In the collection’s final story “The Ginger Rogers Sermon,” the narrator is forced to cope with a similarly complicated iteration of death and loss when she stumbles upon Slapper Jim’s body hanging from the tree on her family’s property. Here, losing Slapper Jim coincides with the narrator’s loss of innocence. Slapper Jim’s death follows her sexual awakening, implying that the narrator’s attempt to use Sex as a Form of Self-Exploration has caused this event. The story does cast blame on the narrator without explicitly naming the abusive dynamics of grooming—and potentially rape when they share a bed, though this is never stated.

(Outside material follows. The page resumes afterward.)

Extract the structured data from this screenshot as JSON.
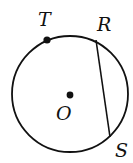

As Keegan implies throughout the collection, sex offers the characters the illusive opportunity for escape, for control, and for basic human comfort. However, each time the characters act on these impulses, they are also challenging social norms or their prescribed gender roles. In Keegan’s narrative universe, rebelling against these systems almost always has devastating results. The image of Slapper Jim’s death in “The Ginger Rogers Sermon” echoes the image of Butch’s wife’s death in “You Can’t Be Too Careful,” embedded into the narrative and minimized by the narrative precedence put on surrounding events. Indeed, the final short story ends with the image of the narrator and her family dancing in the parlor, a scene that conjures a celebratory rather than a mournful mood. Slapper Jim’s death is glossed over, yet the family teaches their son, Eugene, to dance as though Slapper Jim’s ability to dance led to his downfall. In this final scene, each character returns to their prescribed gendered norms, as Eugene learns to dance and seduce and the narrator learns to follow.